Italo Calvino’s If On A Winter’s Night A Traveller, that very pretentious, very famous and very brilliant book that thrives on wrong-footing its readers; a new British author called Tiffany Murray; a collection of stories by A L Kennedy called Now That You’re Back; and Harry Potter, the first one (in page-long instalments to my daughter, who is fascinated by the picture of the wizard on the back cover).

2. Do you write to music? If so, what was the soundtrack for 26a?

I sometimes write to Miles Davis. Some very deathly and difficult parts of 26a were written to Tracy Chapman, particularly the songs, ‘I’m Ready’ and ‘The Promise’.

3. How has your recent foray into motherhood changed your writing?

Well, talking of music, I used to find it almost impossible to write to music apart from Miles Davis. Now, out of bare necessity (my daughter often falls asleep to music), I’m finding I can write to almost anything, and in fact it helps my zone in on the work. I write now in much shorter instalments because there is less time.


4. I remember walking back to our respective cabins one evening after dinner at Hedgebrook. I asked you what it was like to be an identical
twin. You described going to an outdoor market with your twin sister and picking up a nectarine. You said the nectarine was twice as sweet,
because the two of you were eating it together. I thought it was an excellent way of explaining a bond that, for most of us, is impossible
to imagine. How does the idea of twin-ship inform your novel?

Twin-ship, and by association, two-ness, is at the heart of 26a. I wanted to try and encapsulate what it was like, how it felt to be a twin, to have this other person in your life who was also, in a way, your other self existing outside of you, in another body; and the access this gave you to a kind of extra dimension to life that meant you experienced everything with double impact. At the same time, the book is also about the conflicts that arise in such a relationship when the notion of individuality becomes more and more alluring, and necessary, as you grow older.


5. What’s your favorite book from childhood?

John Fowles’ The Magus was the first book I read with any real passion (as in, sitting in your bedroom for a whole weekend reading it and only breaking for food, toilet and sleep). I also used to love Enid Blyton.

6. What’s your favorite West London eatery?

The Grain Shop on Portobello Road, a rustic, grainy place where they serve yummy healthfood in plastic containers that you can sit down and eat two doors down in the Mau Mau Bar if you buy a drink!


7. What other titles were in the running for your book before you decided on 26a, and why did 26a seem like the perfect fit?

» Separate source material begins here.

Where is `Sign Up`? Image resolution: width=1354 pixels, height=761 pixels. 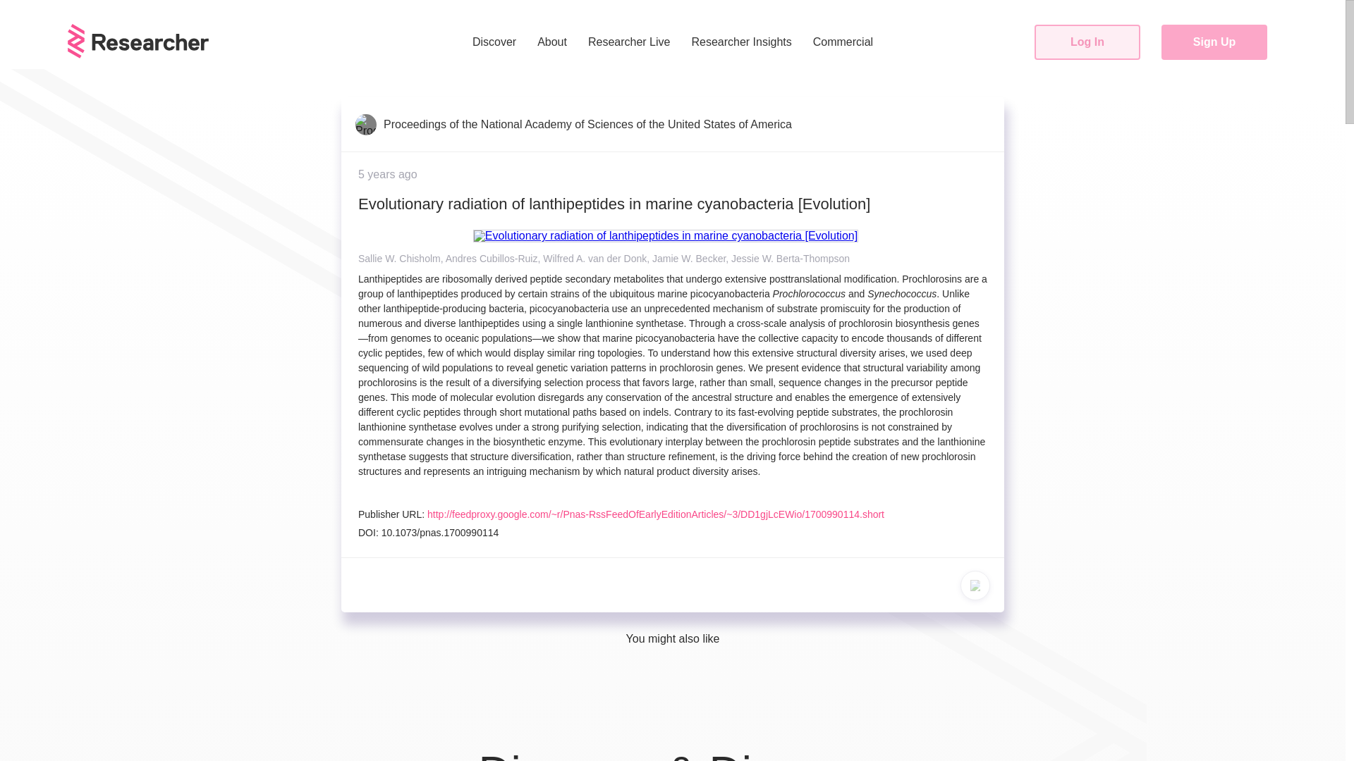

It was originally – practically until it was close to being finished – called Seraph. I changed that because it seemed a little too ethereal by that time and I wanted something more spunky. Then it became The Best Bit, which my agent was dubious about. We had a discussion and she suggested quite brilliantly 36a, as the twin’s loft was originally called in the book. 36a, of course, is a bra size, and this would’ve caused problems, and hence it became 26a. I liked it because it was different, memorable, and very specific to Georgia and Bessi’s twin world.

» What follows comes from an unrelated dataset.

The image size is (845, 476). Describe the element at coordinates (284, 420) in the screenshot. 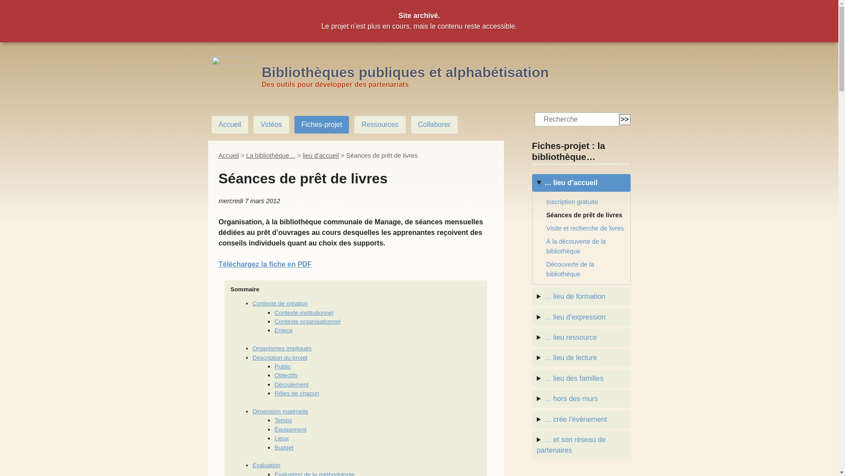

I see `Temps` at that location.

8. You’re about to go on tour in Britain and Canada. What question would you least want an audience member at a reading to ask?

What’s it like to be a twin? I had to write a whole book to answer that question and I find it almost impossible to describe it adequately in a few words.

9. Let’s say someone fell in love with your book and wanted to show his or her appreciation by bringing a gift of a food item to one of the readings. What item would be most likely to inspire your everlasting gratitude?

A flapjack of course (preferably bakewell flavour). Or a nectarine, but it would have to be exactly the right ripeness, and that’s not easy.

10. What’s in your attic? If you don’t have one, what’s in your hall closet?

I don’t have an attic. The cupboard in the hall is hot and contains towels, sheets and other such riveting items.